Spring/Break LA 2024 Artist Spotlight: Kay Seohyung Lee
Kate Provisor, Art Muse LA Spring Intern
Spring/Break ‘24 was packed with vibrant color, strange shapes, and a wide range of mediums. Among these up-and-coming artists was Kay Seohyung Lee, a recent MFA graduate from Philadelphia. Her most recent series, Hellscapes, is shown in multiple galleries at Spring Break.
I was immediately drawn to her depictions of the female body, rage, hunger, and most of all, chaos. Her paintings are intricate, following specific color themes and small symbols that require the viewer to come face to face with her work. Her lines are clean, every brush stroke intentional. The series Hellscapes follows different landscapes with the same subject: a female body, anonymous and lacking facial features, always presented with flowing long black hair.
Sitting outside her booth, I had a lovely interaction with Kay Seohyung Lee and was fortunate to learn more about her inspiration behind her complex works. Lee describes the chaos behind these paintings as a side effect of painting during the peak of Covid-19. Her painting, Nightfight, was inspired by a late night order of Dippin’ Dots. Pondering her own free-will, she ordered 35 boxes of Dippin’ Dots to her apartment. Upon arrival and a lack of freezer space to store the sweet treats, they started melting. The ice cream quickly turned into a gooey mess. These metamorphic viscous shapes inspired the overall feeling and subject of this painting, with multiple center points of female figures eating away at the ice cream forms and chaos ensuing around it. Hunger, famine, and small black cats are consistent themes through her Hellscapes series. She also mentioned that her work alludes to memes in our current culture, and inside jokes with her friend, such as including their beloved pets that only they will recognize. Her work delicately balances heavy subjects such as body image, yearning, violence, and her internal solitude as a Korean living in Philadelphia. Yet beyond these difficult topics, Lee creates her own worlds with an underlying unserious and humorous tone.
While her Hellscapes series presents repetitive themes, she discussed how she becomes bored of the same subject easily and noted that we can expect different subjects in her upcoming paintings. Lee is truly an up and coming artists, with her works displayed in galleries in Paris, Seoul, and Los Angeles, yet she is just beginning her artistic career. Painting whenever she is not lecturing at the University of Pennsylvania, her graduate school, we look forward to her future creative endeavors and recognizing her specific painting style in big galleries across the world.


Exercise brief:
An exact copy of every record, with no pictures, please.

[Items from a figure collection]
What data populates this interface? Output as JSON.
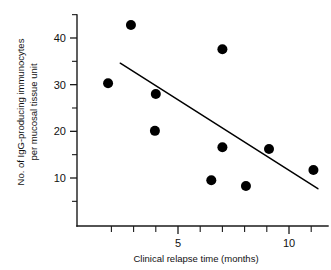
{
  "chart_data": {
    "type": "scatter",
    "title": "",
    "xlabel": "Clinical relapse time (months)",
    "ylabel": "No. of IgG-producing immunocytes per mucosal tissue unit",
    "ylabel_lines": [
      "No. of IgG-producing immunocytes",
      "per mucosal tissue unit"
    ],
    "xlim": [
      0.8,
      12.2
    ],
    "ylim": [
      2.0,
      46.5
    ],
    "grid": false,
    "legend": null,
    "x_ticks_labeled": [
      5,
      10
    ],
    "x_tick_labels": [
      "5",
      "10"
    ],
    "x_ticks_all": [
      2,
      3,
      4,
      5,
      6,
      7,
      8,
      9,
      10,
      11
    ],
    "y_ticks_labeled": [
      10,
      20,
      30,
      40
    ],
    "y_tick_labels": [
      "10",
      "20",
      "30",
      "40"
    ],
    "y_ticks_minor": [
      5,
      15,
      25,
      35,
      45
    ],
    "points": [
      {
        "x": 1.85,
        "y": 30.3
      },
      {
        "x": 2.88,
        "y": 42.8
      },
      {
        "x": 3.96,
        "y": 20.1
      },
      {
        "x": 4.0,
        "y": 28.0
      },
      {
        "x": 6.5,
        "y": 9.5
      },
      {
        "x": 7.0,
        "y": 37.6
      },
      {
        "x": 7.0,
        "y": 16.6
      },
      {
        "x": 8.06,
        "y": 8.3
      },
      {
        "x": 9.1,
        "y": 16.2
      },
      {
        "x": 11.1,
        "y": 11.7
      }
    ],
    "point_marker": "filled-circle",
    "point_color": "#000000",
    "point_radius_px": 5.0,
    "trend_line": {
      "x_start": 2.4,
      "y_start": 34.6,
      "x_end": 11.3,
      "y_end": 7.7,
      "color": "#000000"
    },
    "axis_color": "#1a1a1a",
    "background": "#ffffff"
  }
}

Your response:
What data populates this interface? Output as JSON.
{
  "chart_data": {
    "type": "scatter",
    "title": "",
    "xlabel": "Clinical relapse time (months)",
    "ylabel": "No. of IgG-producing immunocytes per mucosal tissue unit",
    "ylabel_lines": [
      "No. of IgG-producing immunocytes",
      "per mucosal tissue unit"
    ],
    "xlim": [
      0.8,
      12.2
    ],
    "ylim": [
      2.0,
      46.5
    ],
    "grid": false,
    "legend": null,
    "x_ticks_labeled": [
      5,
      10
    ],
    "x_tick_labels": [
      "5",
      "10"
    ],
    "x_ticks_all": [
      2,
      3,
      4,
      5,
      6,
      7,
      8,
      9,
      10,
      11
    ],
    "y_ticks_labeled": [
      10,
      20,
      30,
      40
    ],
    "y_tick_labels": [
      "10",
      "20",
      "30",
      "40"
    ],
    "y_ticks_minor": [
      5,
      15,
      25,
      35,
      45
    ],
    "points": [
      {
        "x": 1.85,
        "y": 30.3
      },
      {
        "x": 2.88,
        "y": 42.8
      },
      {
        "x": 3.96,
        "y": 20.1
      },
      {
        "x": 4.0,
        "y": 28.0
      },
      {
        "x": 6.5,
        "y": 9.5
      },
      {
        "x": 7.0,
        "y": 37.6
      },
      {
        "x": 7.0,
        "y": 16.6
      },
      {
        "x": 8.06,
        "y": 8.3
      },
      {
        "x": 9.1,
        "y": 16.2
      },
      {
        "x": 11.1,
        "y": 11.7
      }
    ],
    "point_marker": "filled-circle",
    "point_color": "#000000",
    "point_radius_px": 5.0,
    "trend_line": {
      "x_start": 2.4,
      "y_start": 34.6,
      "x_end": 11.3,
      "y_end": 7.7,
      "color": "#000000"
    },
    "axis_color": "#1a1a1a",
    "background": "#ffffff"
  }
}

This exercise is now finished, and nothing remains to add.